When he’s sober, he’s going to work, growing his business, doing news interviews, taking his daughter out to Disneyland, and giving speeches at high schools. He inspires people, he motivates people, he’s someone other people look up to.

But he loses all of that every time he picks up coke. Those binges destroy everything he’s built up. He damages his reputation by showing up to events fucked up, he has to hire an army of lawyers to get charges dismissed, and file custody motion after custody motion to try and get visitation with his daughter back each time he slips, it takes weeks of interviews to replace employees after every binge, and he spend tens of thousands of dollars on PR to repair reputational damage.

He’s paid over 400k in custody legal fees and couldn’t stop the state from taking his daughter, who is currently in foster care. He has no visitation at all with his son because of his addiction. His business used to have twice the employees it does now, it’s hanging by a thread. He has lawsuits coming from every direction and he’s losing his wealth fighting against the damage he’s done to his life with his addiction.

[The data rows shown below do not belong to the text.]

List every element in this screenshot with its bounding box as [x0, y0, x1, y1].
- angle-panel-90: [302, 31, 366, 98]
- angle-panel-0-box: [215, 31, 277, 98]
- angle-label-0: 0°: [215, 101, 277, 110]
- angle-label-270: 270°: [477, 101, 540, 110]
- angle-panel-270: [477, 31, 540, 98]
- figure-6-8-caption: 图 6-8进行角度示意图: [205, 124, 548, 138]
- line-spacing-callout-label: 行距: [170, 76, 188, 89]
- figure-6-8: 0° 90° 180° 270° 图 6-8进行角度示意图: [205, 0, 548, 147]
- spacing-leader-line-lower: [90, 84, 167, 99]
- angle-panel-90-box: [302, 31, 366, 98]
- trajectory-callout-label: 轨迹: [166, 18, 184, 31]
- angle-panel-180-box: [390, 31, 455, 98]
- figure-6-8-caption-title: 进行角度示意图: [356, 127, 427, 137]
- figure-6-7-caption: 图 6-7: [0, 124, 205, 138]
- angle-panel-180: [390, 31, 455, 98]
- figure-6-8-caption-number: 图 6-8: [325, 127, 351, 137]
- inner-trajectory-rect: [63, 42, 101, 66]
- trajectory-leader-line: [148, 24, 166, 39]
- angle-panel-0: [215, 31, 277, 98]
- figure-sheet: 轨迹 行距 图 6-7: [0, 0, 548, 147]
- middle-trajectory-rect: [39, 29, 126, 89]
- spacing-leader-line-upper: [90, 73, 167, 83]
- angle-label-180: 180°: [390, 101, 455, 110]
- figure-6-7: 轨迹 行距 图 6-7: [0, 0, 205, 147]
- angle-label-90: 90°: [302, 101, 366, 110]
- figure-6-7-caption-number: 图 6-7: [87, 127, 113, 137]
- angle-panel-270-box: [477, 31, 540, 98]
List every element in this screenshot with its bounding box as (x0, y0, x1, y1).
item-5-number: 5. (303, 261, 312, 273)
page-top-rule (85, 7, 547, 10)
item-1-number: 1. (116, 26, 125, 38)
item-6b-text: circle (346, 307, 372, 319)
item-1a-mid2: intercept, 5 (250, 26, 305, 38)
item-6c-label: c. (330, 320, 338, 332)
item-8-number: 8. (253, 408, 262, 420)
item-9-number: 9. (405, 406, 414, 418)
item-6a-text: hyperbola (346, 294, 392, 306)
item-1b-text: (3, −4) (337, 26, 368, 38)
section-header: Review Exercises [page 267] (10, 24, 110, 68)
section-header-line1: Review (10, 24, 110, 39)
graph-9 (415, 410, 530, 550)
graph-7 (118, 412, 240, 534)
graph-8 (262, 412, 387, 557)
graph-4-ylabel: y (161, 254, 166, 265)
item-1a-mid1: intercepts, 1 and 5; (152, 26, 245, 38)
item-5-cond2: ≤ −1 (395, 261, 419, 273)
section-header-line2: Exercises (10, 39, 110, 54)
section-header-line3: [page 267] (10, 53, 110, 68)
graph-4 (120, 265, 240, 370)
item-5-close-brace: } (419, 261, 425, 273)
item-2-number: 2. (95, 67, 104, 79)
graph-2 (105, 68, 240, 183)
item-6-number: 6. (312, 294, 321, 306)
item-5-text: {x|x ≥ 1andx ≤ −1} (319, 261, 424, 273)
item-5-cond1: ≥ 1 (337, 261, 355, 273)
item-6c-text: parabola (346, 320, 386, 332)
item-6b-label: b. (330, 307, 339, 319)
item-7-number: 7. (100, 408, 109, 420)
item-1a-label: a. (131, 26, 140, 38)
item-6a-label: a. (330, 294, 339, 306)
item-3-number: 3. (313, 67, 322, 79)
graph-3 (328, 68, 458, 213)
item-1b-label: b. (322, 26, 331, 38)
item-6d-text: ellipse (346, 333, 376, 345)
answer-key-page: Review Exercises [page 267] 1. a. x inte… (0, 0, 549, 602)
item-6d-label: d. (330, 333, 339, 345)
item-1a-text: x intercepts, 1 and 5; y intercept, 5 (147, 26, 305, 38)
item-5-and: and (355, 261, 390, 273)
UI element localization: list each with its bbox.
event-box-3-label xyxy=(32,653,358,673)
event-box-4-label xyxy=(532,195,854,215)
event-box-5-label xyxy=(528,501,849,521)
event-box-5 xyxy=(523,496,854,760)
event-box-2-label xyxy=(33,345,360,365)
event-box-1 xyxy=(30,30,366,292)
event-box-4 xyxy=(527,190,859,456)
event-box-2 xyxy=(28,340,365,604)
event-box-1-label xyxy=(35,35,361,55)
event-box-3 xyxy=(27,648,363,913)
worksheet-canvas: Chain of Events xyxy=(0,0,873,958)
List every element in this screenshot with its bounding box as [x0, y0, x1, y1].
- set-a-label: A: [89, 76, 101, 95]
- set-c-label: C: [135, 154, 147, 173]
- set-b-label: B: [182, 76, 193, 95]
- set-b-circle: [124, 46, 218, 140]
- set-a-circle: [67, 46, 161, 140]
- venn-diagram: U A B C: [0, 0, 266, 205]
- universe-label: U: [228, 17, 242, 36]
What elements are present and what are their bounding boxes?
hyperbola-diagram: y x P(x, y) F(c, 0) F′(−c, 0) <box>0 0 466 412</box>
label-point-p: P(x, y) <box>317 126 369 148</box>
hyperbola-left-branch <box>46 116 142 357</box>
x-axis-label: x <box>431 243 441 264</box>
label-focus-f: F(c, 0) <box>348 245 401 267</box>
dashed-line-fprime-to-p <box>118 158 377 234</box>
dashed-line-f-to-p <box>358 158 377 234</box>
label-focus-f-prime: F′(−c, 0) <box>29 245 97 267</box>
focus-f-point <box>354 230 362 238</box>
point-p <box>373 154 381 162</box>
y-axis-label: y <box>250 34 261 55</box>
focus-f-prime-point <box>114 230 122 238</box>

He knows what coke does to him, and he still does it. He reaches sobriety and still makes the choice to use again, knowing that it will make him clinically crazy and burn his life to the ground in a matter of weeks. He’s losing everything. His wealth, his company, his children. Everything good he’s done in his life, he’s losing to cocaine. He doesn’t even enjoy it anymore. He’s miserable before, during and after. He will still pick it up. He refuses rehab, he denies he has a problem.

He doesn’t lack support, he can afford to go to a premier rehab center that will give him presidential treatment. Every time he relapses, someone in my family drops everything to get on a plane to go to him.

It’s literally ruining his life and he’s sitting idly by watching it happen. His drug usage has damaged his business, taken his children from him and stolen his wealth, and he chooses to spend copious amounts of time and money on damage control so he can continue using. Despite his vast wealth, he lives a very unhappy life knowing that all of his advancements and good deeds will inevitably be wiped out by his next bender.

The take away from all of this is that what you’re doing has the potential to royally fuck up your life. And it’s very easy to fall down that rabbit hole without even noticing. Know that if you do develop an addiction, it could go either way for you. You could get out of it and end up okay, like I did. But you could also not be okay at all and ruin your life with this like my brother is.

So please use caution and be aware of yourself when interacting with drugs, especially one as highly addictive as cocaine. Drugs can be fun if you manage them right, but they can become your worst nightmare if you’re careless with them.

That’s the end. Thanks for coming to my ted talk.